The cruelest cut? A savage viral jab at First Lady Melania Trump: “Good news, Melania—you’re gonna live forever!” It riffs on her “Be Best” anti-bullying campaign, implying the curse spares only her amid the carnage. The meme, first tweeted by @realTuckFrumper and amplified by 299 likes, has spawned threads tying it to Trump’s history of flops—from his bankrupt casinos to the defunct Trump Shuttle airline. “Everything Trump touches dies,” @MikeSington posted in June, a line echoed by @anyonewantchips: “The Kennedy Center goes to shit ever since Trump’s hostile takeover: ticket sales nosedive, donations dry up, artists cancel.”

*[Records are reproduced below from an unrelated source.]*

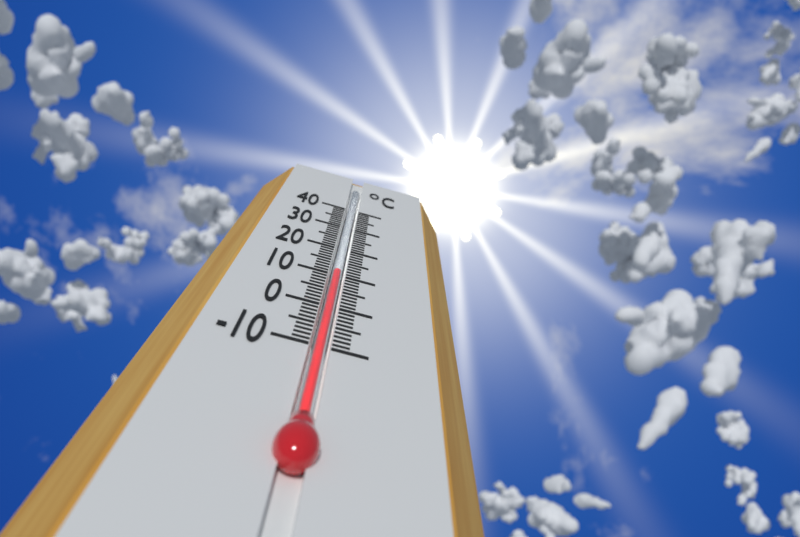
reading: 11 °C
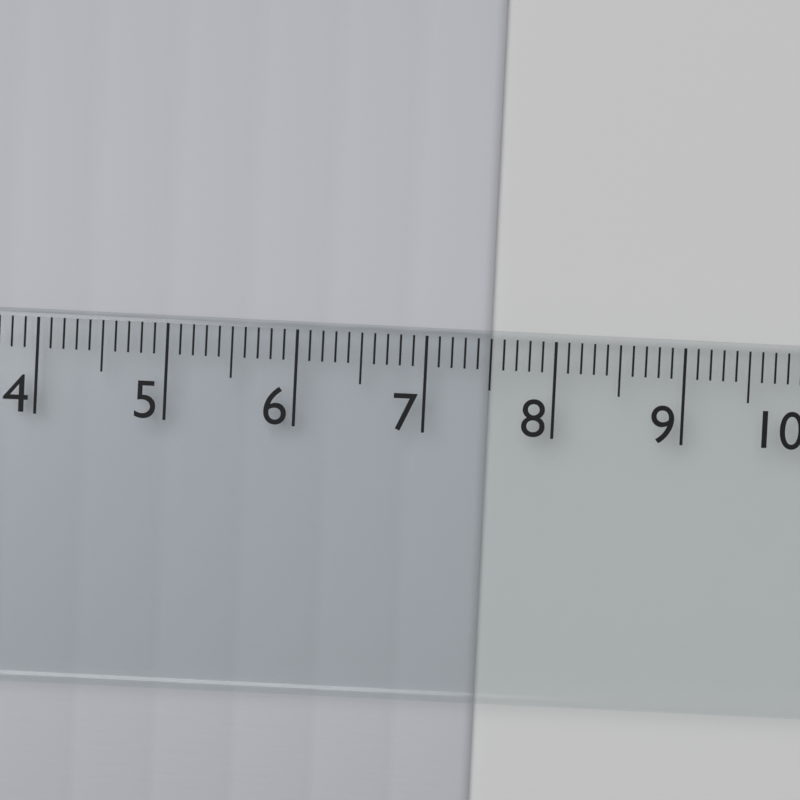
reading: 7.5 cm
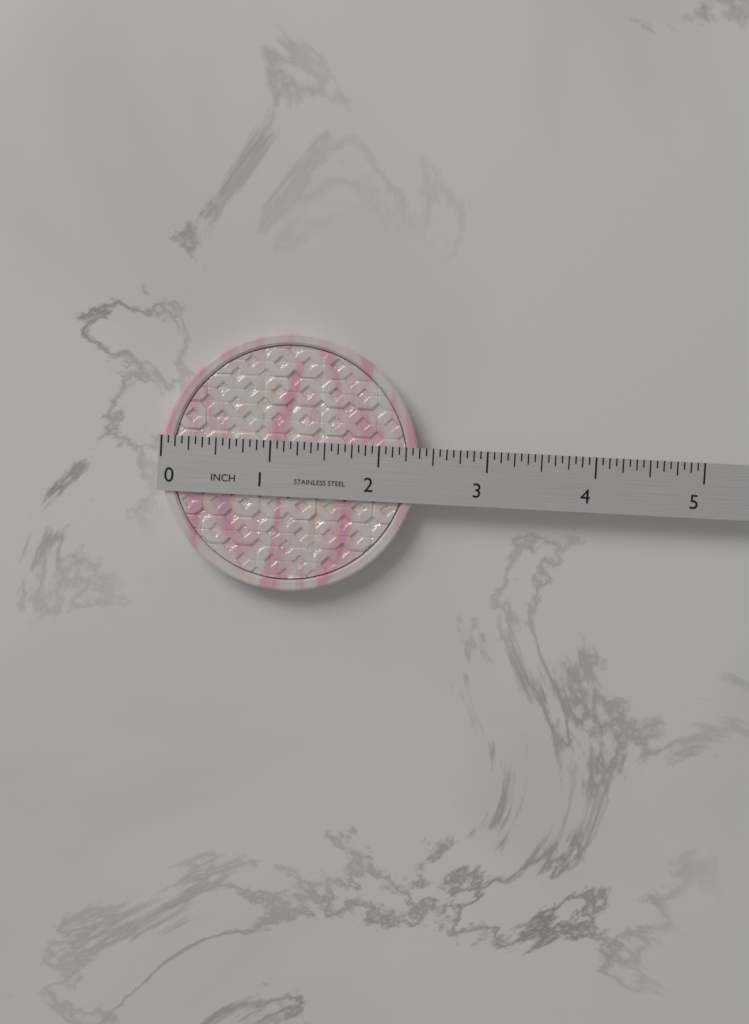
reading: 2.3750 in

Defenders push back. Grenell touted a “record-breaking” $58 million donor haul over 30 days on Friday, claiming it’s from “new” supporters untouched by the “coastal elite” boycott. Trump, at a Mar-a-Lago fundraiser, dismissed the Post as “fake news from the failing Washington Compost,” insisting the Center’s woes stem from “Biden’s hangover economy” and vowing a December gala with Les Misérables to “celebrate our victory.” Yet insiders whisper of boardroom panic: Subscriptions are down $1.6 million (36%), and the endowment—once a bipartisan war chest—is bleeding.
Broader forces compound the curse. A post-pandemic arts slump lingers, but the Post attributes the Center’s outlier status to its Trump branding—now synonymous with division in a city where 92% voted blue in 2024. Reddit’s r/nova thread on the report ballooned to 481 upvotes, with users speculating Trump eyes the prime Potomac real estate for a “Trump-Dubai Casino” if insolvency hits. “Make Kennedy Center financially insolvent so he can buy up the land,” one commenter sneered.
As the curtain falls on another empty house, the Kennedy Center’s plight underscores a cultural cold war: Can Trump’s “America First” arts reboot woo the heartland faithful, or will it forever taint JFK’s legacy? With 2026 midterms looming and boycotts hardening, the curse shows no signs of lifting. For now, the stage is set for tragedy—starring an unwilling nation, and a venue that’s learned: In Trump’s orbit, applause is the first casualty.